As the case must be again tried, it is unnecessary to discuss in detail the remaining points raised in the court below. One of these relates to the payment for years by defendant and its predecessors of the taxes upon a strip of land adjacent to its building and claimed by plaintiff. If the new trial shall reveal the fact to be (as the district court of appeal found upon the record before it, composed partly of the incompetent evidence) that plaintiff holds the fee to this strip of land and has occupied it by a portion of her building for many years, and that payment of taxes on it was based not upon any claim of title by Owens Unger, but upon a mistaken assessment, then such payment would not defeat Mrs. Vanderbilt's right to have her title to this strip of land quieted. *Page 514
At the trial objection was made by appellant that plaintiff had failed to give notice, as provided in section 1855a of the Code of Civil Procedure, of the intention to use certain abstracts at the trial.
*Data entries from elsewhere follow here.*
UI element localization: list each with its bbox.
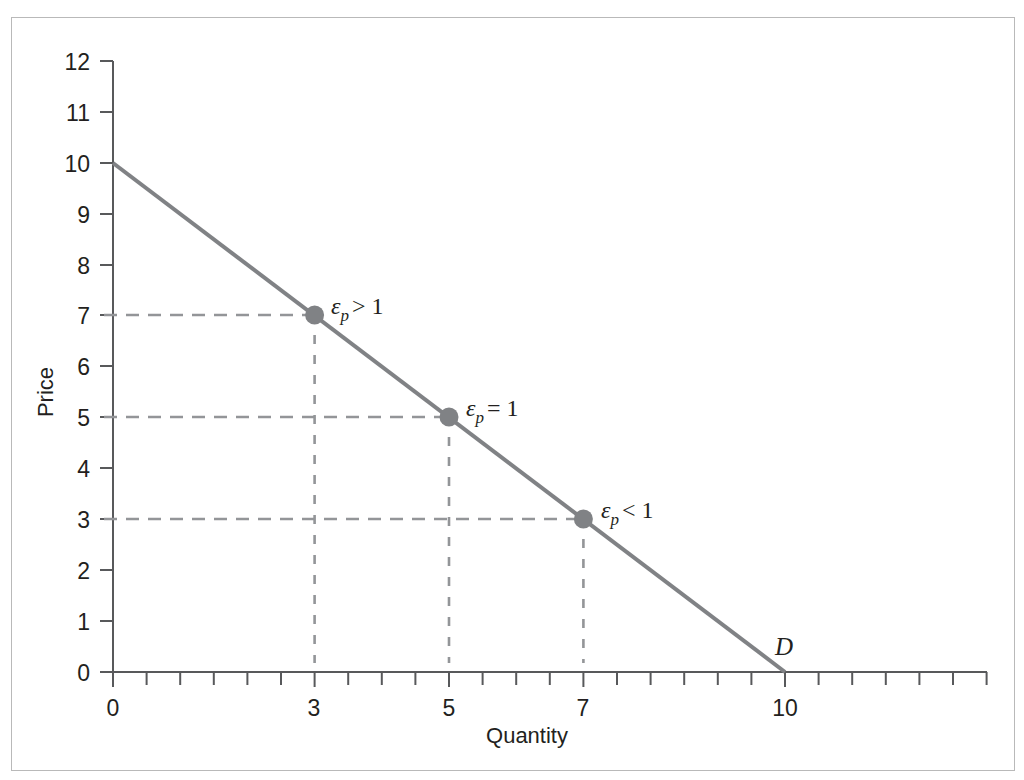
annotation-unit-elastic: εp= 1	[466, 395, 519, 427]
annotation-inelastic: εp< 1	[601, 497, 654, 529]
y-tick-label-12: 12	[64, 49, 90, 75]
y-tick-label-1: 1	[77, 609, 90, 635]
demand-curve-label: D	[774, 633, 793, 660]
guide-lines	[104, 315, 583, 663]
annotation-elastic-subscript: p	[339, 306, 349, 325]
x-tick-label-7: 7	[577, 695, 590, 721]
y-axis-title: Price	[33, 367, 58, 417]
y-tick-label-7: 7	[77, 303, 90, 329]
y-tick-label-9: 9	[77, 202, 90, 228]
svg-text:εp= 1: εp= 1	[466, 395, 519, 427]
x-axis-title: Quantity	[486, 723, 568, 748]
y-tick-label-2: 2	[77, 558, 90, 584]
annotation-elastic: εp> 1	[331, 293, 384, 325]
y-tick-label-10: 10	[64, 151, 90, 177]
y-tick-label-4: 4	[77, 456, 90, 482]
annotation-unit-elastic-subscript: p	[474, 408, 484, 427]
data-point-elastic[interactable]	[305, 306, 324, 325]
x-axis-ticks	[113, 672, 987, 687]
y-tick-label-8: 8	[77, 253, 90, 279]
x-axis: 0 3 5 7 10	[107, 672, 987, 721]
y-axis: 12 11 10 9 8 7 6 5 4 3 2 1 0	[64, 49, 113, 686]
y-tick-label-5: 5	[77, 405, 90, 431]
y-tick-label-0: 0	[77, 660, 90, 686]
y-tick-label-11: 11	[66, 100, 90, 126]
annotation-elastic-relation: > 1	[352, 293, 384, 319]
svg-text:εp< 1: εp< 1	[601, 497, 654, 529]
data-point-inelastic[interactable]	[574, 510, 593, 529]
data-point-unit-elastic[interactable]	[440, 408, 459, 427]
annotation-inelastic-relation: < 1	[622, 497, 654, 523]
x-tick-label-5: 5	[443, 695, 456, 721]
svg-text:εp> 1: εp> 1	[331, 293, 384, 325]
y-tick-label-3: 3	[77, 507, 90, 533]
annotation-inelastic-subscript: p	[609, 510, 619, 529]
y-axis-ticks	[100, 61, 113, 672]
demand-curve-chart: 12 11 10 9 8 7 6 5 4 3 2 1 0 Price	[0, 0, 1024, 780]
y-tick-label-6: 6	[77, 354, 90, 380]
annotation-unit-elastic-relation: = 1	[487, 395, 519, 421]
x-tick-label-0: 0	[107, 695, 120, 721]
x-tick-label-10: 10	[772, 695, 798, 721]
x-tick-label-3: 3	[308, 695, 321, 721]
figure-root: 12 11 10 9 8 7 6 5 4 3 2 1 0 Price	[0, 0, 1024, 780]
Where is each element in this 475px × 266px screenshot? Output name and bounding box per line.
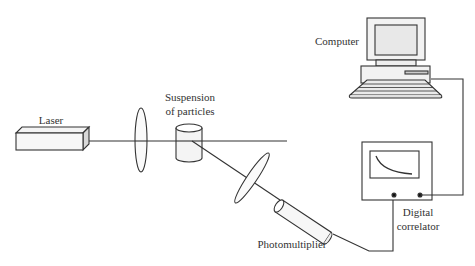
suspension-label-line1: Suspension: [165, 91, 215, 104]
scattered-beam: [192, 141, 280, 200]
photomultiplier-label: Photomultiplier: [257, 238, 326, 251]
computer-label: Computer: [315, 35, 359, 48]
diagram-canvas: Laser Suspension of particles Photomulti…: [0, 0, 475, 266]
pmt-cable: [333, 195, 393, 251]
laser-icon: [16, 127, 89, 150]
correlator-label-line1: Digital: [403, 206, 434, 219]
correlator-label-line2: correlator: [397, 220, 440, 233]
sample-cell-icon: [176, 124, 202, 162]
computer-icon: [349, 18, 441, 98]
suspension-label-line2: of particles: [165, 105, 214, 118]
lens-2-icon: [231, 150, 273, 205]
correlator-input-port: [392, 193, 396, 197]
lens-1-icon: [135, 108, 147, 172]
laser-label: Laser: [39, 114, 63, 127]
correlator-icon: [362, 142, 432, 200]
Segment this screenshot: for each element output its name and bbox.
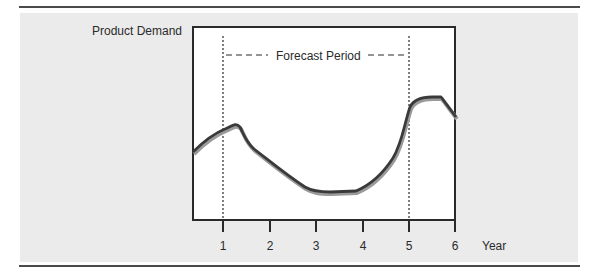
tick-label-4: 4 [353, 239, 373, 253]
tick-label-3: 3 [306, 239, 326, 253]
tick-label-1: 1 [213, 239, 233, 253]
demand-chart [0, 0, 594, 279]
forecast-period-label: Forecast Period [276, 49, 361, 63]
tick-label-6: 6 [445, 239, 465, 253]
tick-label-2: 2 [260, 239, 280, 253]
tick-label-5: 5 [399, 239, 419, 253]
x-axis-label: Year [482, 239, 506, 253]
bottom-rule [19, 265, 580, 267]
x-axis-ticks [223, 220, 455, 232]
We need not pass upon the bearing which the failure to give such notice might have upon the rulings of the trial court, as this question may be so easily eliminated from the new trial by compliance on respondent's part with all of the requirements of that section of the code.
The judgment and order are reversed.
Lorigan, J., Sloss, J., Shaw, J., Angellotti, J., and Henshaw, J., concurred.
Rehearing denied.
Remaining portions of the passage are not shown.